The push to get the EU's 21st Russia sanctions package over the line has now, in the words of Euronews, gone to the wire, with member states making a final effort before the deadline and the Bulgarian foreign minister giving an interview on Sofia's position. What has not changed is the reason the package is stuck: Bulgaria is still blocking the listing of Patriarch Kirill of Moscow, and one member state's objection is all it takes.
As we reported earlier, the wider package cannot move because Sofia refuses to sign off on blacklisting the head of the Russian Orthodox Church. What is new is that the machinery has kept turning around the blockage: two separate sets of designations have just been adopted despite the deadlock.
Why one vote freezes everything
A full sanctions package of this kind — the twenty-first since Russia's full-scale invasion — is adopted by the Council of the EU, and the decision that underpins its restrictive measures requires unanimity. Every one of the 27 governments must agree. There is no override, no supermajority that can carry the day. A single "no" — or even a refusal to lift a reservation — is a veto, which is precisely the leverage Bulgaria is now exercising over the Kirill listing.
That is why the entire package is hostage to one name. The blacklisting of a patriarch, the energy provisions, the financial measures and everything else bundled into the package rise and fall together, because they are adopted as a single legal act that needs all 27 signatures.
The measures that got through anyway
And yet sanctions kept coming. The EU imposed restrictions on nine Russians and four companies over cyberattacks, and on 15 people accused of torturing Ukrainian prisoners of war, including at the Olenivka prison. These are not part of the frozen package; they are their own legal acts under existing sanctions frameworks — the cyber regime and the human-rights regime — where implementing decisions to add names can be taken by qualified majority rather than unanimity.
That distinction is the whole story of these two speeds. Adding individuals to an established thematic sanctions list does not require every capital to consent; a qualified majority — a weighted threshold of member states representing a share of the EU population — suffices. So Bulgaria's objection, which bites on the unanimous package, does not reach these separate designations.
What options remain before the deadline
Procedurally, the ways out are narrow. Sofia could lift or narrow its reservation — the interview the Bulgarian foreign minister gave Euronews as the vote went to the wire suggests the position is at least being publicly explained rather than simply dug in. Alternatively, the presidency could strip the contested Kirill listing out of the package so the remaining measures can be adopted unanimously by the other 26 plus a consenting Bulgaria — the pattern our earlier reporting flagged, where the package advances but the blacklistings arrive piecemeal.

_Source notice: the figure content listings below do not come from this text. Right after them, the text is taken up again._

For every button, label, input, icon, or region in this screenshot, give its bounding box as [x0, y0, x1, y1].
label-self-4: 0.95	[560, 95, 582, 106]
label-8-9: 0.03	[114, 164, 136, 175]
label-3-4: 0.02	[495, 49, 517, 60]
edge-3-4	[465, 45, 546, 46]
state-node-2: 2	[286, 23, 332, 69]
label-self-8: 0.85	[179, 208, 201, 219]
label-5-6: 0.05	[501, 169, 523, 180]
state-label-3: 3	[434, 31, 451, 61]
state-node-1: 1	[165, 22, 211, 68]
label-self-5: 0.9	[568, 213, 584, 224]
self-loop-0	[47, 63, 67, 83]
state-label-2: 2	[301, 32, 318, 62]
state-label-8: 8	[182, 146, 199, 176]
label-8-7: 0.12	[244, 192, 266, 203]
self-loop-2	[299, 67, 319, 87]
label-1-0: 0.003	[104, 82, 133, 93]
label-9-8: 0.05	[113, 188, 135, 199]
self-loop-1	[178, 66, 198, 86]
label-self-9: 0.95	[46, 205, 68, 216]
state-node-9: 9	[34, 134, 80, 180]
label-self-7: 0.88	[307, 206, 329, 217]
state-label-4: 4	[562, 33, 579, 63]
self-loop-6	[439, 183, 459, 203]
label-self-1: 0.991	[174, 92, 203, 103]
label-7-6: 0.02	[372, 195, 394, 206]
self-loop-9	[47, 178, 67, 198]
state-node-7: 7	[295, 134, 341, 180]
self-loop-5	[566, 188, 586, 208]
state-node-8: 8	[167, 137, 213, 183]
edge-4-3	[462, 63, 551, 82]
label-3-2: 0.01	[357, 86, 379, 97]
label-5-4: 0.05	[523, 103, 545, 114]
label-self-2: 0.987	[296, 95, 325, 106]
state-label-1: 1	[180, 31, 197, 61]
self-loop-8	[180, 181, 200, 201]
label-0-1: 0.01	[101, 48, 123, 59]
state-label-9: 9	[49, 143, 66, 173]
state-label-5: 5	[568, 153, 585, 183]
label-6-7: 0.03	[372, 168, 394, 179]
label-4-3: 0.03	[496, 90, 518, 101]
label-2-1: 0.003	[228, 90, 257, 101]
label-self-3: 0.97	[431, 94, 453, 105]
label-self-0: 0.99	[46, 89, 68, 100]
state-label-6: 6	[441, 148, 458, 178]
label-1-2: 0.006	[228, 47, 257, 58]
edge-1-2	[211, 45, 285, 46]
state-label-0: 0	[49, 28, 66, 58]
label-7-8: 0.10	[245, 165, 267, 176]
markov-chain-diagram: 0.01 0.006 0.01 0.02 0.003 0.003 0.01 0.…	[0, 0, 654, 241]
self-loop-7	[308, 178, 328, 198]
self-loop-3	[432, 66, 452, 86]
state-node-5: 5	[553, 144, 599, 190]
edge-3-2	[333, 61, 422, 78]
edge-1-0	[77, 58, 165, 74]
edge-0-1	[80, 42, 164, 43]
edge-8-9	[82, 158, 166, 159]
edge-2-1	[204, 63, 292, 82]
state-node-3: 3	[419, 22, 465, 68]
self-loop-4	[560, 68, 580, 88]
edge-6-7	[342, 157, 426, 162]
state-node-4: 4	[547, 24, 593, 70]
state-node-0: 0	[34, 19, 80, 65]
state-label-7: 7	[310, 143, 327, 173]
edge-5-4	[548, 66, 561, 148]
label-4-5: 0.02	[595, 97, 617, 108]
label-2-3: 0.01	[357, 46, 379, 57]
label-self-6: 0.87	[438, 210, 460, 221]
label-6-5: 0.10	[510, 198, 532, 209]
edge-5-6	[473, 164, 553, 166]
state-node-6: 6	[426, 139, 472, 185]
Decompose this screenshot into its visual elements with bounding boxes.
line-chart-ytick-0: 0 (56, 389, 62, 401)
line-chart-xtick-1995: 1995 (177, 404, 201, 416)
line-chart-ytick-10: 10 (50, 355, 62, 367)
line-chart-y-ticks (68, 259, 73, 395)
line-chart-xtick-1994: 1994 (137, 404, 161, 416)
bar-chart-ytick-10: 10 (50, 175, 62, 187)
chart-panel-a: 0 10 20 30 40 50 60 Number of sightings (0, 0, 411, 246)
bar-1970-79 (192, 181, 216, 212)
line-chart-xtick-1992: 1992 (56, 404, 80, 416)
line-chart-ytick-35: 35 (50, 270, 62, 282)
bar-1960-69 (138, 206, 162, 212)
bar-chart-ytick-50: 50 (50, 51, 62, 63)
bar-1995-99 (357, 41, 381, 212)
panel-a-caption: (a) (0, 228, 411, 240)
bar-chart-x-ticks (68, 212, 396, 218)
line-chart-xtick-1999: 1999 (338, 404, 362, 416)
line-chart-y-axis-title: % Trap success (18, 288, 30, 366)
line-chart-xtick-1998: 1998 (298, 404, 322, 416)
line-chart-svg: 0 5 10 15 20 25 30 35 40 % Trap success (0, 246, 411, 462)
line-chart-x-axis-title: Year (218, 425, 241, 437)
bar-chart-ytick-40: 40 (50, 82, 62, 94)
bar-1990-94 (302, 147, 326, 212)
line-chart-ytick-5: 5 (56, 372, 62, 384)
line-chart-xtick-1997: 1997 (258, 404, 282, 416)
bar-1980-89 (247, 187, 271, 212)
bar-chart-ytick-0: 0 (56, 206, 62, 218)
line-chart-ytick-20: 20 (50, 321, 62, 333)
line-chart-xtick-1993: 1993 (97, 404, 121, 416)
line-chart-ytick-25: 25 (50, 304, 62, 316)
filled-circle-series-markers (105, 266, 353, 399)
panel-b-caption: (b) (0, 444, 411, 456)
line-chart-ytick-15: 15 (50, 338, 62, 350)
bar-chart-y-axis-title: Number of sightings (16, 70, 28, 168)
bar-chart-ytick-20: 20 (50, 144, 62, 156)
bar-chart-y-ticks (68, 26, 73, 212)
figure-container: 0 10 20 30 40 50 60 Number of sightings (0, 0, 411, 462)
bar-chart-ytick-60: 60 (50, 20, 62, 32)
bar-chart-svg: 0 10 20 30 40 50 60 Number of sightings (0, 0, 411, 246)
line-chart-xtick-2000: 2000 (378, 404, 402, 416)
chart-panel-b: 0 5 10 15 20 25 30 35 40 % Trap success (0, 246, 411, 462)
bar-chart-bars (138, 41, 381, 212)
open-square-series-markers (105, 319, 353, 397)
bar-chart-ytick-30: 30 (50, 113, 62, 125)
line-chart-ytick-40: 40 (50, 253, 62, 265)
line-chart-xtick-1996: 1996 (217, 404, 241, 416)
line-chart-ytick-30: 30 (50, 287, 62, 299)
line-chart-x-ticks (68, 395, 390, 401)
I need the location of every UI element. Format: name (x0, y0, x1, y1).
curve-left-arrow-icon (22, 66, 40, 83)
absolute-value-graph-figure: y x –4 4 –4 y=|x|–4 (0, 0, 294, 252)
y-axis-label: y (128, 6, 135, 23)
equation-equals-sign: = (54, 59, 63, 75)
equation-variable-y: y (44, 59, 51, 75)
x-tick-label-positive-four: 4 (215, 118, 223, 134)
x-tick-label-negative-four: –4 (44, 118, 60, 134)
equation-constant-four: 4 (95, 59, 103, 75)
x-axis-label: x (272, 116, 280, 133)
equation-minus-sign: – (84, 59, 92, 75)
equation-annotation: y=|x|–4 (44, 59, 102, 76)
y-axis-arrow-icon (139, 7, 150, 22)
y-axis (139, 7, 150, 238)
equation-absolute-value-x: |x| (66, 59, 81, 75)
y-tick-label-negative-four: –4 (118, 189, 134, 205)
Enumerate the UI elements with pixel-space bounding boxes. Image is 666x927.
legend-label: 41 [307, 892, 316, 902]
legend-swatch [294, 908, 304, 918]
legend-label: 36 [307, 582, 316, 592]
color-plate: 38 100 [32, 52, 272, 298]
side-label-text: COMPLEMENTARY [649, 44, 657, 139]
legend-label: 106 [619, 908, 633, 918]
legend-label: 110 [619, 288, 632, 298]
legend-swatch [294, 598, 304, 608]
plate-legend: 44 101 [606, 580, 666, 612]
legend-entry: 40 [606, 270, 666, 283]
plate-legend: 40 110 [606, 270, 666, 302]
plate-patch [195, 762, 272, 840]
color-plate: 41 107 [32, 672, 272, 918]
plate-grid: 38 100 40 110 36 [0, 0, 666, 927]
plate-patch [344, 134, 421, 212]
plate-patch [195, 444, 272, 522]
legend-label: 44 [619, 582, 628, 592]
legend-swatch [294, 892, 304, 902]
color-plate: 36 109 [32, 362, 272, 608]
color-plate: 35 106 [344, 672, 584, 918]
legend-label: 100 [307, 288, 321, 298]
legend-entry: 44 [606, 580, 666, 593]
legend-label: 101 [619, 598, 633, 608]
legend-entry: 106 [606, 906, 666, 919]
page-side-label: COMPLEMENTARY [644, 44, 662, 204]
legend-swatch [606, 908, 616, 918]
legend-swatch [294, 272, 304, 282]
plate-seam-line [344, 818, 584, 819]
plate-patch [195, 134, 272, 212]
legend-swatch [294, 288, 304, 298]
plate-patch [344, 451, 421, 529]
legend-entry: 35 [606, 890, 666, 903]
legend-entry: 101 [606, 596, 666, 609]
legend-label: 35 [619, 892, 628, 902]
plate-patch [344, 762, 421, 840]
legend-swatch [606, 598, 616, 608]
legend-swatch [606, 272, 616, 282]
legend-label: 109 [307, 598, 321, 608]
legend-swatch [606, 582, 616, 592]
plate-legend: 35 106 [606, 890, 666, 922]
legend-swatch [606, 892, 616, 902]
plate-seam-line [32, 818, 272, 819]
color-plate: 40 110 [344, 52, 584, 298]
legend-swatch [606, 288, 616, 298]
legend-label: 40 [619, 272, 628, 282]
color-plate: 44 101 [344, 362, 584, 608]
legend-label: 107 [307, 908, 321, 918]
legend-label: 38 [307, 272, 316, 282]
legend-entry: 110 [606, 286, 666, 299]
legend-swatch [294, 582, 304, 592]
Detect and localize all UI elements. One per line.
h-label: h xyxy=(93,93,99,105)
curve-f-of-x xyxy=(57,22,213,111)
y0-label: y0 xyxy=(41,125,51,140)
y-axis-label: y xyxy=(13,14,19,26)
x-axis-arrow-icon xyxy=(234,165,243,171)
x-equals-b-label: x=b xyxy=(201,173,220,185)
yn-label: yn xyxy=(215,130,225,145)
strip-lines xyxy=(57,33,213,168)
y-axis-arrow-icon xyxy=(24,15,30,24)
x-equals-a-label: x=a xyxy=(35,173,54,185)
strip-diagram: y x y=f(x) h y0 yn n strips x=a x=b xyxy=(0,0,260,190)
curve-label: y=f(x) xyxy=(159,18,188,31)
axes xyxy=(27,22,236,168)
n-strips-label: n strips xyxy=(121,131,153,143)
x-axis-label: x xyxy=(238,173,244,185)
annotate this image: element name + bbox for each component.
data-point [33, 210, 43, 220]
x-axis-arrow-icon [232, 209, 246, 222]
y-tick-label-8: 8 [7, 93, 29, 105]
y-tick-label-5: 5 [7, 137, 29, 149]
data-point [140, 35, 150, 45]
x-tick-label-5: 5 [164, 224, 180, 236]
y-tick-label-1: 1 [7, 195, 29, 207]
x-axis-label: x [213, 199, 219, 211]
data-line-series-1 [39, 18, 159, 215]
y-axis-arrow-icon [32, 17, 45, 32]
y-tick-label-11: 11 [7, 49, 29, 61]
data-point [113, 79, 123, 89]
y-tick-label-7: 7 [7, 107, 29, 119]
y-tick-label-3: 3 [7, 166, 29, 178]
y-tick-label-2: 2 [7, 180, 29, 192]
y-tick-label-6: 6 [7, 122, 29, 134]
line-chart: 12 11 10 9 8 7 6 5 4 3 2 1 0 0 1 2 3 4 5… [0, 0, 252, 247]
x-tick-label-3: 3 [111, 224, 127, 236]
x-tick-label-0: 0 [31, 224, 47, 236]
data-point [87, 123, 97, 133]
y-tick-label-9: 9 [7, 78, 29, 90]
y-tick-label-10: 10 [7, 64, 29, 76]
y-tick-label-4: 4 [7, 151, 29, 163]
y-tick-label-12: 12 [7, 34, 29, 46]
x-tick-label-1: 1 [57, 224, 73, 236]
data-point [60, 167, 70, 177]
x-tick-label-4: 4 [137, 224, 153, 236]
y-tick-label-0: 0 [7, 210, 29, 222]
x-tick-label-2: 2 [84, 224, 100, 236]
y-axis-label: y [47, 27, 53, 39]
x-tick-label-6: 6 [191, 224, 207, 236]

What to watch next: whether the Bulgarian foreign minister's comments translate into a lifted reservation before the deadline; whether the Council splits the Kirill listing out to salvage the rest of the package; and whether more designations keep arriving through the qualified-majority thematic regimes while the unanimous package stays frozen. The two speeds of EU sanctions have rarely been so visible in a single week.